## What you should do
Working from the records below, return word for word the line that contains "Describe the element" and each line after it, ending with the last. Skip all pictures.

(Items from a dataset)
◆ ◆ ◆

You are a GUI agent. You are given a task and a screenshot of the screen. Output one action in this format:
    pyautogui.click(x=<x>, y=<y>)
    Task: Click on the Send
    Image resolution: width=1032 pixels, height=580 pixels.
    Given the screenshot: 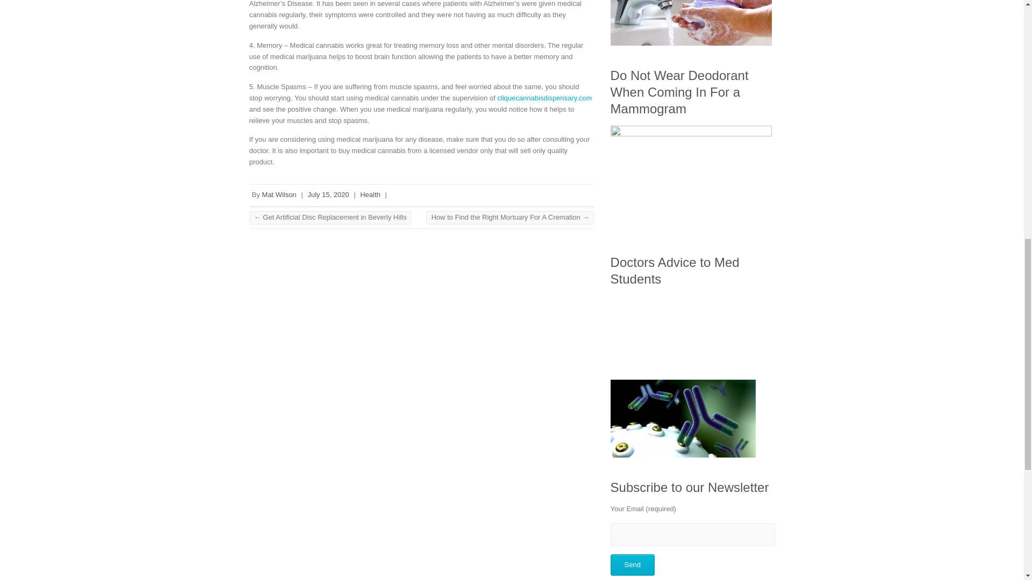 What is the action you would take?
    pyautogui.click(x=632, y=565)
    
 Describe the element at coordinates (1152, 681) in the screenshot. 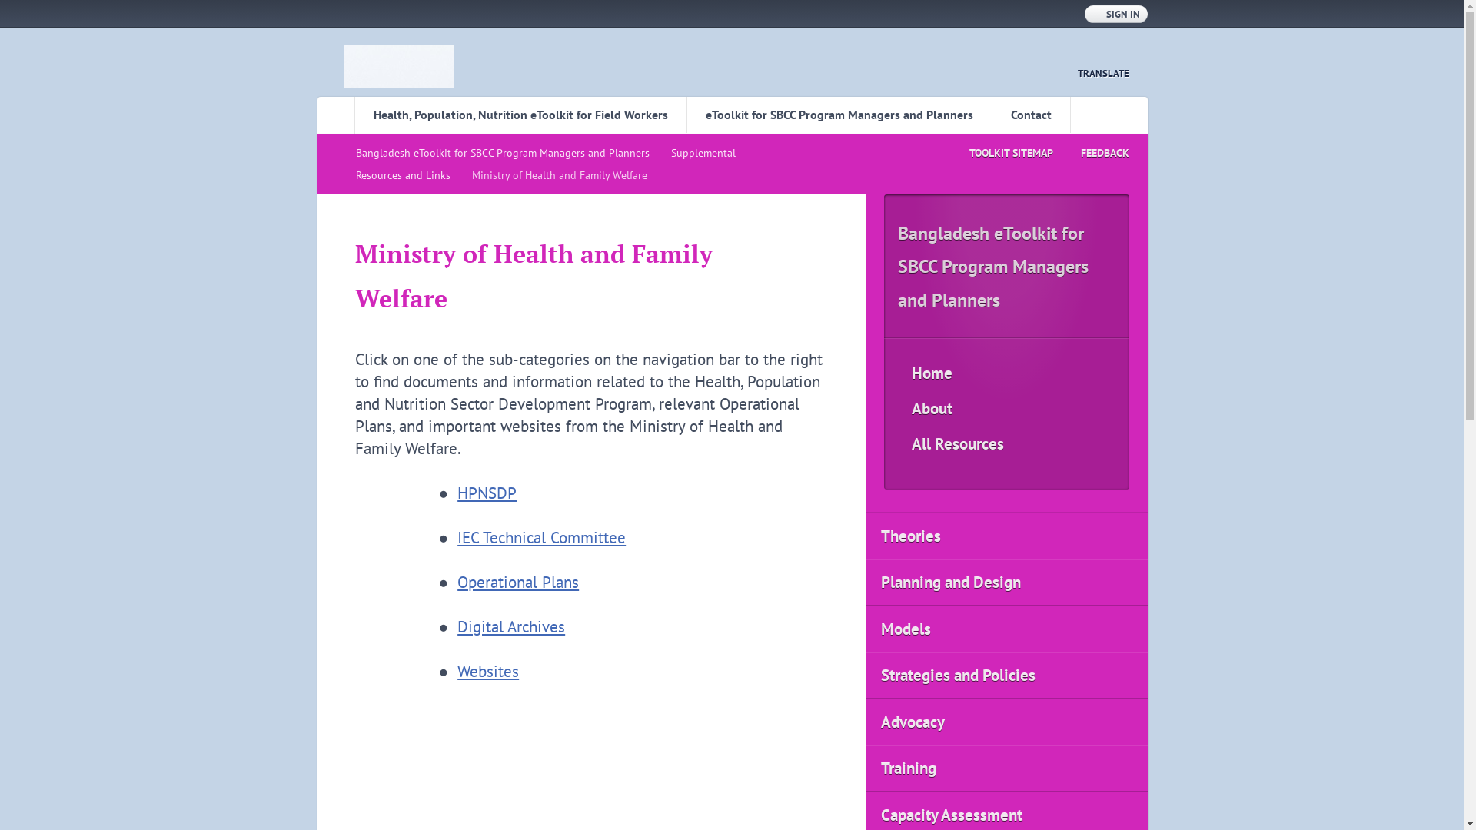

I see `click to expand` at that location.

◆ ◆ ◆

## Exercise output
 Describe the element at coordinates (1152, 681) in the screenshot. 

I see `click to expand` at that location.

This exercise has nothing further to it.